“They entered our village in the middle of the night and destroyed our crops. Overnight, they took our land away from us and built sheds on it,” said Anusaya Kumare, 48, describing how, in February 2020, her family lost a large tract of their eight-acre farm in Sarkhani village of Nanded district in Maharashtra.
Anusaya, who belongs to the Gond Adivasi community, believes it was a few local non-Adivasi businessmen and traders who hired goons to steal her family’s land. “These people created false documents and sold our land to non-Adivasi people. The saat baara [7/12; record of land rights] is still in our names.” Her family cultivates cotton, Bengal gram, tur and wheat on the land.
“During Covid [lockdown], we survived on the crops we grew on whatever little land we had left. Last month [December 2020], they took away even that,” said Anusaya, who was not the only one in Sarkhani to lose land. In the village of 3,250 people (Census 2011), about 200 Adivasis out of about 900 have lost their lands. They have been sitting in protest outside the local gram panchayat office every day since the beginning of January.

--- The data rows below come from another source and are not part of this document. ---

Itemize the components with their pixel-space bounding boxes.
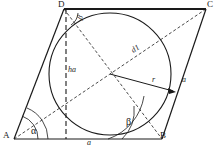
angle-beta-label: β [126, 117, 131, 127]
radius-arrowhead [168, 88, 176, 94]
side-bc [162, 9, 206, 139]
angle-alpha-label: α [31, 126, 36, 136]
side-bc-label: a [182, 76, 186, 84]
side-ab-label: a [87, 139, 91, 147]
geometry-diagram: A B C D a a ha r d1 α β β [0, 0, 220, 152]
vertex-label-a: A [3, 131, 10, 140]
side-da [14, 9, 64, 139]
radius-label: r [152, 76, 155, 84]
height-label: ha [68, 66, 76, 74]
vertex-label-d: D [58, 0, 65, 9]
radius-line [110, 74, 173, 91]
vertex-label-c: C [207, 0, 213, 9]
diagonal-db [64, 9, 162, 139]
vertex-label-b: B [160, 131, 166, 140]
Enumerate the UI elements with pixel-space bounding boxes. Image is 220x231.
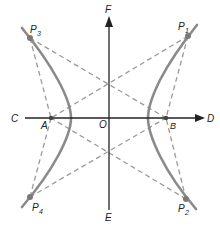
label-p4: P 4	[32, 202, 43, 215]
label-p3-sub: 3	[37, 30, 41, 37]
label-p4-main: P	[32, 202, 39, 213]
label-f: F	[105, 4, 112, 15]
dashed-line-p1-a	[51, 36, 188, 118]
dashed-line-p4-b	[30, 118, 166, 197]
label-p3-main: P	[30, 24, 37, 35]
point-b-marker	[164, 116, 168, 120]
label-p2-sub: 2	[184, 209, 189, 216]
arrowhead-f-icon	[105, 16, 113, 27]
point-p3-marker	[27, 35, 33, 41]
label-o: O	[99, 119, 107, 130]
label-b: B	[170, 121, 176, 131]
label-p2-main: P	[178, 203, 185, 214]
dashed-line-p2-a	[51, 118, 186, 199]
point-p2-marker	[183, 196, 189, 202]
label-p1: P 1	[178, 21, 189, 34]
hyperbola-diagram: F E C D O A B P 1 P 2 P 3 P 4	[0, 0, 220, 231]
label-c: C	[11, 113, 19, 124]
point-a-marker	[49, 116, 53, 120]
point-p4-marker	[27, 194, 33, 200]
label-p3: P 3	[30, 24, 41, 37]
arrowhead-d-icon	[195, 114, 205, 122]
label-p2: P 2	[178, 203, 189, 216]
dashed-line-p1-b	[166, 36, 188, 118]
label-d: D	[207, 113, 214, 124]
label-p1-main: P	[178, 21, 185, 32]
label-p1-sub: 1	[185, 27, 189, 34]
label-p4-sub: 4	[39, 208, 43, 215]
label-e: E	[105, 212, 112, 223]
dashed-line-p3-b	[30, 38, 166, 118]
hyperbola-right-branch	[148, 25, 197, 209]
label-a: A	[40, 120, 48, 131]
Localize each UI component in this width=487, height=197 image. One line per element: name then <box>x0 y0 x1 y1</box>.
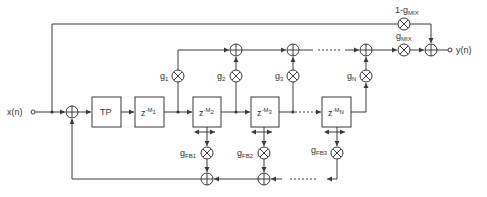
feedback-gain-2-label: gFB2 <box>237 148 254 159</box>
g1-to-adder <box>178 50 229 70</box>
tap-multiplier-n: gN <box>347 70 372 82</box>
multitap-delay-block-diagram: x(n) 1-gMIX TP z-M1 z-M2 z-M3 <box>0 0 487 197</box>
lowpass-label: TP <box>100 107 112 117</box>
input-label: x(n) <box>7 107 23 117</box>
tap-gain-n-label: gN <box>347 71 356 82</box>
wet-gain-multiplier <box>398 44 410 56</box>
dry-gain-label: 1-gMIX <box>395 5 419 16</box>
wet-gain-label: gMIX <box>396 31 412 42</box>
output-adder <box>425 44 437 56</box>
feedback-adder-2 <box>258 173 270 185</box>
feedback-tap-slider-1 <box>199 127 215 146</box>
tap-gain-1-label: g1 <box>160 71 169 82</box>
tap-gain-3-label: g3 <box>275 71 284 82</box>
input-terminal: x(n) <box>7 107 35 117</box>
tap-adder-n <box>360 44 372 56</box>
dry-path-to-output <box>410 24 431 43</box>
tap-adder-2 <box>230 44 242 56</box>
fb3-return-line <box>327 159 337 179</box>
delay-block-2: z-M2 <box>193 97 221 127</box>
delayN-to-gN <box>351 83 366 112</box>
feedback-gain-3-label: gFB3 <box>311 145 328 156</box>
feedback-gain-1-label: gFB1 <box>180 148 197 159</box>
tap-gain-2-label: g2 <box>217 71 226 82</box>
feedback-multiplier-2: gFB2 <box>237 147 270 159</box>
feedback-multiplier-1: gFB1 <box>180 147 213 159</box>
delay-block-3: z-M3 <box>251 97 279 127</box>
feedback-tap-slider-3 <box>329 127 345 146</box>
dry-gain-multiplier <box>398 18 410 30</box>
tap-adder-3 <box>287 44 299 56</box>
output-terminal: y(n) <box>448 45 472 55</box>
lowpass-filter-block: TP <box>92 97 121 127</box>
feedback-multiplier-3: gFB3 <box>311 145 343 159</box>
output-label: y(n) <box>456 45 472 55</box>
delay-block-n: z-MN <box>322 97 351 127</box>
delay-block-1: z-M1 <box>135 97 164 127</box>
feedback-adder-1 <box>201 173 213 185</box>
feedback-tap-slider-2 <box>256 127 272 146</box>
input-feedback-adder <box>66 106 78 118</box>
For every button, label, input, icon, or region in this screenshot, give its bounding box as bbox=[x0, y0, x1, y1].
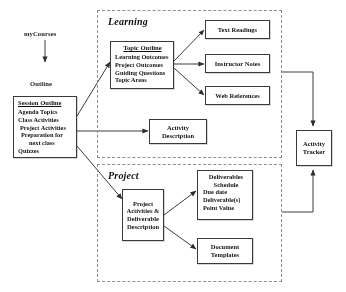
instructor-notes-label: Instructor Notes bbox=[215, 60, 261, 68]
wire-project-to-activity-tracker bbox=[282, 170, 313, 212]
activity-description-box[interactable]: Activity Description bbox=[149, 119, 207, 144]
topic-outline-item: Topic Areas bbox=[115, 76, 170, 84]
document-templates-line-1: Document bbox=[211, 243, 240, 251]
flowchart-canvas: myCourses Outline Learning Project Sessi… bbox=[0, 0, 346, 292]
web-references-box[interactable]: Web References bbox=[205, 86, 270, 105]
session-outline-item: Agenda Topics bbox=[18, 108, 73, 116]
deliverables-schedule-title-line-1: Deliverables bbox=[203, 173, 249, 181]
deliverables-schedule-title-line-2: Schedule bbox=[203, 181, 249, 189]
deliverables-schedule-item: Deliverable(s) bbox=[203, 196, 249, 204]
group-project-title: Project bbox=[108, 170, 139, 181]
text-readings-box[interactable]: Text Readings bbox=[205, 20, 270, 39]
project-activities-line-3: Deliverable bbox=[127, 215, 159, 223]
topic-outline-title: Topic Outline bbox=[115, 44, 170, 52]
document-templates-line-2: Templates bbox=[211, 251, 239, 259]
web-references-label: Web References bbox=[215, 92, 259, 100]
activity-tracker-box[interactable]: Activity Tracker bbox=[296, 130, 332, 166]
text-readings-label: Text Readings bbox=[218, 26, 257, 34]
deliverables-schedule-item: Point Value bbox=[203, 204, 249, 212]
topic-outline-item: Project Outcomes bbox=[115, 61, 170, 69]
wire-learning-to-activity-tracker bbox=[282, 72, 313, 126]
group-learning-title: Learning bbox=[108, 16, 148, 27]
mycourses-label: myCourses bbox=[24, 30, 56, 37]
session-outline-title: Session Outline bbox=[18, 99, 73, 107]
activity-tracker-line-1: Activity bbox=[303, 140, 325, 148]
deliverables-schedule-item: Due date bbox=[203, 188, 249, 196]
project-activities-line-1: Project bbox=[133, 200, 153, 208]
topic-outline-box[interactable]: Topic Outline Learning Outcomes Project … bbox=[110, 41, 174, 89]
session-outline-item: Class Activities bbox=[18, 116, 73, 124]
outline-label: Outline bbox=[30, 80, 52, 87]
document-templates-box[interactable]: Document Templates bbox=[197, 238, 253, 264]
project-activities-line-4: Description bbox=[127, 223, 159, 231]
activity-description-line-1: Activity bbox=[167, 124, 189, 132]
session-outline-item: next class bbox=[18, 139, 73, 147]
session-outline-item: Project Activities bbox=[18, 124, 73, 132]
session-outline-item: Preparation for bbox=[18, 131, 73, 139]
session-outline-item: Quizzes bbox=[18, 147, 73, 155]
session-outline-box[interactable]: Session Outline Agenda Topics Class Acti… bbox=[13, 96, 77, 158]
topic-outline-item: Guiding Questions bbox=[115, 69, 170, 77]
activity-tracker-line-2: Tracker bbox=[303, 148, 325, 156]
deliverables-schedule-box[interactable]: Deliverables Schedule Due date Deliverab… bbox=[197, 170, 253, 220]
instructor-notes-box[interactable]: Instructor Notes bbox=[205, 54, 270, 73]
topic-outline-item: Learning Outcomes bbox=[115, 53, 170, 61]
activity-description-line-2: Description bbox=[162, 132, 194, 140]
project-activities-line-2: Activities & bbox=[126, 207, 159, 215]
project-activities-box[interactable]: Project Activities & Deliverable Descrip… bbox=[122, 189, 164, 241]
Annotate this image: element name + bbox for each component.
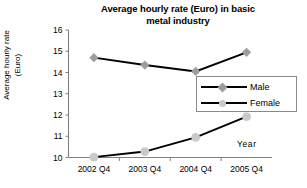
y-tick-label: 15 [53,46,63,56]
y-tick-label: 12 [53,110,63,120]
data-point-marker [242,112,251,121]
x-tick-labels: 2002 Q42003 Q42004 Q42005 Q4 [78,164,264,174]
y-tick-labels: 10111213141516 [53,25,63,163]
data-point-marker [140,147,149,156]
y-tick-label: 14 [53,68,63,78]
y-tick-label: 13 [53,89,63,99]
chart-container: Average hourly rate (Euro) in basic meta… [0,0,307,188]
chart-legend: Male Female [196,76,297,112]
legend-label-male: Male [247,82,270,92]
y-tick-label: 10 [53,153,63,163]
x-axis: 2002 Q42003 Q42004 Q42005 Q4 [69,158,273,174]
y-tick-label: 11 [54,131,63,141]
x-tick-label: 2004 Q4 [179,164,212,174]
x-tick-label: 2005 Q4 [230,164,263,174]
series-line [94,52,247,71]
data-point-marker [191,67,200,76]
data-point-marker [140,60,149,69]
data-point-marker [90,153,99,162]
series-male [89,48,251,76]
y-tick-label: 16 [53,25,63,35]
data-point-marker [242,48,251,57]
x-tick-label: 2002 Q4 [78,164,111,174]
series-female [90,112,251,161]
x-axis-title: Year [237,139,257,149]
legend-marker-male [201,81,247,93]
legend-marker-female [201,97,247,109]
data-point-marker [89,53,98,62]
legend-item-male: Male [201,79,294,94]
data-point-marker [191,133,200,142]
legend-item-female: Female [201,95,294,110]
legend-label-female: Female [247,98,280,108]
series-line [94,117,247,157]
y-axis: 10111213141516 [53,25,68,163]
x-tick-label: 2003 Q4 [129,164,162,174]
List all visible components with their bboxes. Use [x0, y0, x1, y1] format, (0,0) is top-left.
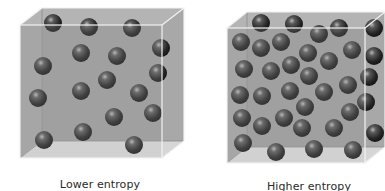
- cube-front-face: [227, 28, 365, 163]
- higher-entropy-cube: [227, 12, 385, 163]
- particle-sphere: [366, 124, 384, 142]
- cube-right-wall: [162, 8, 184, 158]
- cube-front-face: [20, 25, 162, 158]
- lower-entropy-cube: [20, 8, 184, 158]
- entropy-figure: Lower entropy Higher entropy: [0, 0, 385, 191]
- lower-entropy-label: Lower entropy: [60, 178, 140, 191]
- particle-sphere: [365, 19, 383, 37]
- particle-sphere: [365, 47, 383, 65]
- cube-top: [227, 12, 385, 28]
- higher-entropy-label: Higher entropy: [267, 180, 351, 191]
- entropy-diagram-canvas: [0, 0, 385, 191]
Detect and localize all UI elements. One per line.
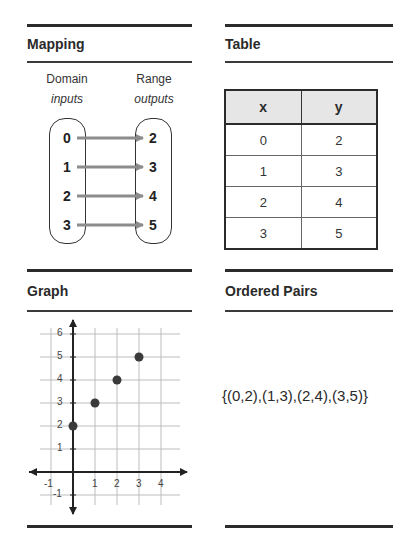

“We have been protesting for a month at the panchayat office. Our legs hurt,” said Anusaya rubbing her feet with both hands. It was around 9 p.m. on January 23 and she had just finished a dinner of bajra rotis and garlic chutney. She and a few other women had spread out thick blankets inside the Ghantadevi temple in Igatpuri for the night.
The women were a part of the vehicular jatha (march) going to Mumbai from Nashik to protest against the three new farm laws. They were also going to highlight their many struggles.